When AI enters the classroom: Why real-world evidence matters
AI is rapidly entering classrooms — shaping how students learn, explore ideas, and make decisions about their future.
But most education AI systems are still evaluated before they ever meet students.
That creates a growing gap: schools, funders, and education authorities are often expected to make high-stakes adoption decisions based on vendor claims and pre-deployment reviews — without independent evidence of what these systems actually do once they’re live.
At Eticas, we believe responsible AI in education starts with a simple question:
What becomes visible when you evaluate educational AI in real classroom use — not just in theory?
That’s exactly what this paper explores.
A post-deployment audit of an AI career guidance system (K–12)

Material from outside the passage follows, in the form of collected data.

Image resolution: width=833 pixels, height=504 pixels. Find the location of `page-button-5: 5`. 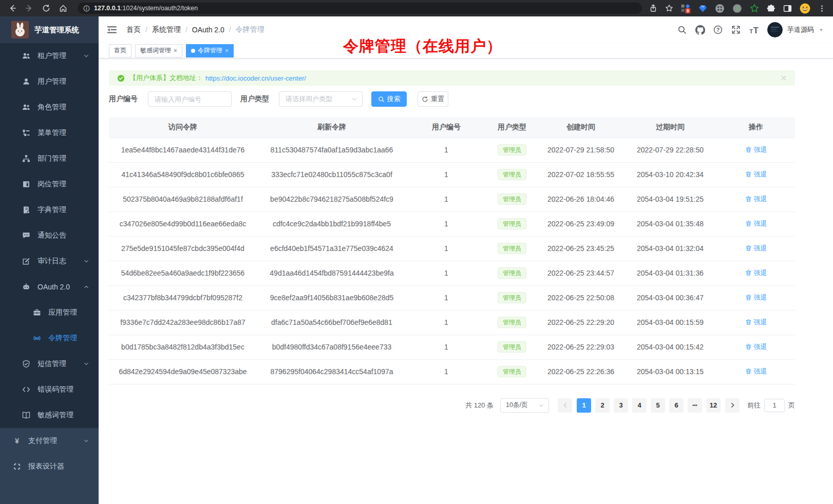

page-button-5: 5 is located at coordinates (658, 405).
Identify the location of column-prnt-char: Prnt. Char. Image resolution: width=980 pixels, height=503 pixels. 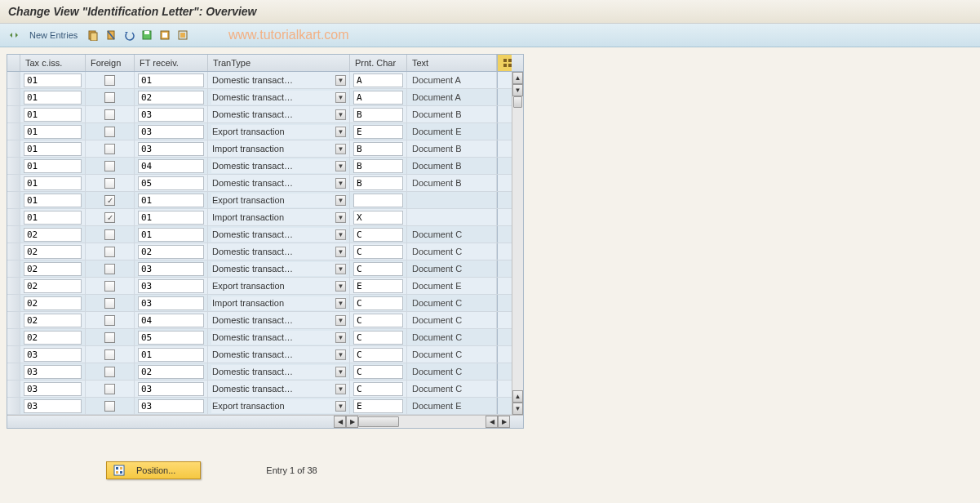
(379, 63).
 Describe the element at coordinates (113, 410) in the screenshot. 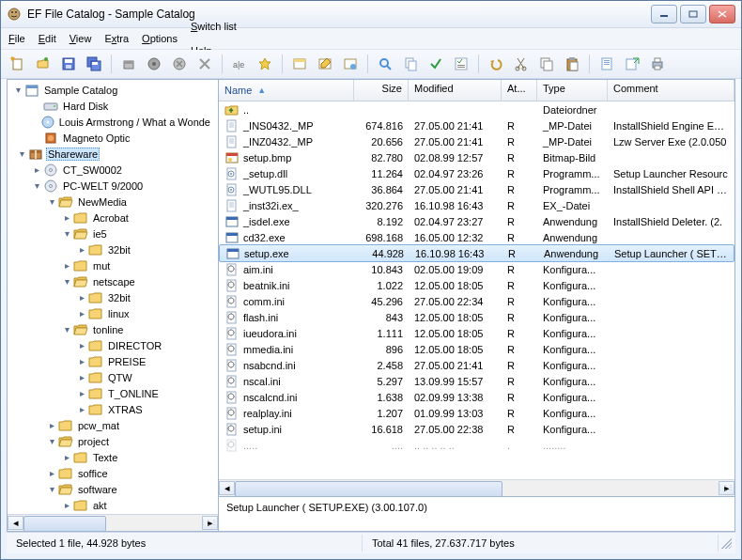

I see `tree-item: ▸XTRAS` at that location.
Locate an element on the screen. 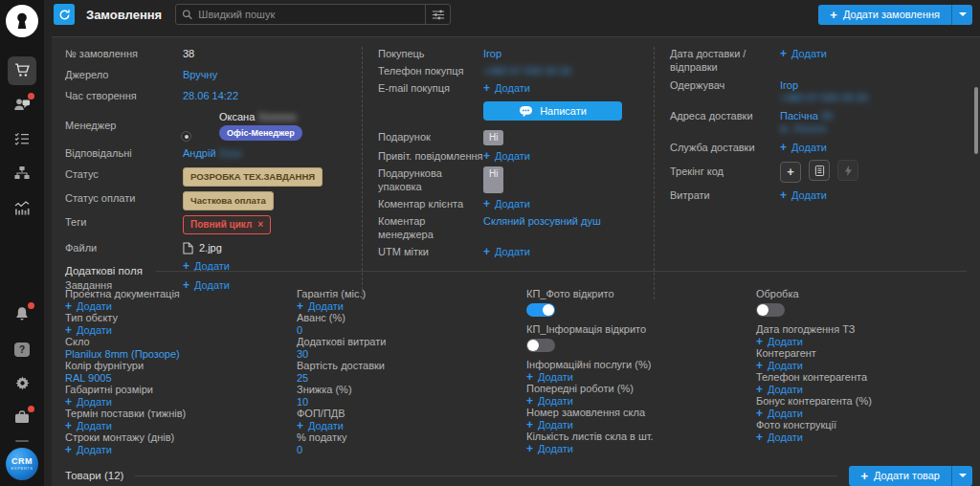 The image size is (980, 486). receiver-value: Ігор is located at coordinates (789, 85).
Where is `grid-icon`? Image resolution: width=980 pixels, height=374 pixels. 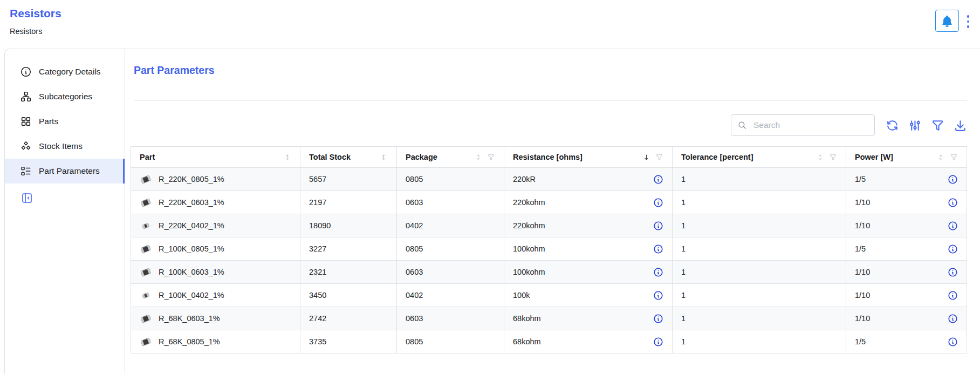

This research presents findings from a post-deployment audit of an AI-enabled career guidance system used in secondary education, conducted independently by Eticas on behalf of a major charitable foundation.
The system combined:
self-reflection assessments,
individualized student reports,
aggregated insights for schools,
and a conversational AI companion.
Instead of assessing the model in isolation, the audit focused on real-world system behaviour:
What students actually asked
How guidance was delivered
What risks appeared once the tool interacted with learners
What the audit found: effective guidance — with real-world dynamics you can’t see in advance
Overall, the system delivered effective student-appropriate guidance across its core functions, supporting both:
students with clear career preferences, and
students still exploring their options.
But the most important insights weren’t about whether the tool “worked” in a lab setting.
They were about what happens when AI meets the reality of school environments.
1) Students will test boundaries — and it’s normal
One of the most revealing findings:
Around 8% of student interactions were deliberately boundary-testing or out of scope.
That behaviour is developmentally normal in educational contexts — but is rarely accounted for in pre-deployment evaluations. And it’s exactly why student-facing AI needs stronger guardrails, monitoring, and post-deployment oversight.
2) Risk isn’t just technical — it’s socio-technical
Even if an AI system performs “correctly” most of the time, real-world risk often depends on:
how outputs are interpreted,
how confident the system sounds,
and how users repurpose it beyond intended scope.
In education, those risks are amplified by duty of care: students are minors, and schools often have limited capacity to monitor AI performance on their own.
3) Post-deployment assurance catches what checklists miss
The audit assessed risks across four major areas common to student-facing AI systems:
bias and fairness
privacy and confidentiality
reliability and manipulation
security and misuse
Findings were largely within acceptable limits — but key improvement opportunities still emerged, especially around:
tone calibration and scope clarity,
documentation transparency,
and ongoing monitoring once systems are live.
Why this matters for schools, funders, and education authorities
If you’re responsible for adopting AI in education, the question is no longer whether AI will enter classrooms.
It’s whether schools will have the tools to answer:
Does this system deliver real educational benefit?
What do students actually experience when using it?
What risks emerge over time — and how do we respond?
What evidence would justify continued deployment?
Post-deployment evaluation provides something that procurement-stage reviews can’t:
visibility into real behaviour, real usage patterns, and real risks.
It also helps institutions move beyond one-off approval decisions toward continuous assurance, where effectiveness and safety are monitored as systems evolve.
Read the full paper
This work demonstrates that independent, real-world evaluation isn’t a barrier to innovation — it’s how schools, funders, and authorities can adopt AI with confidence and accountability.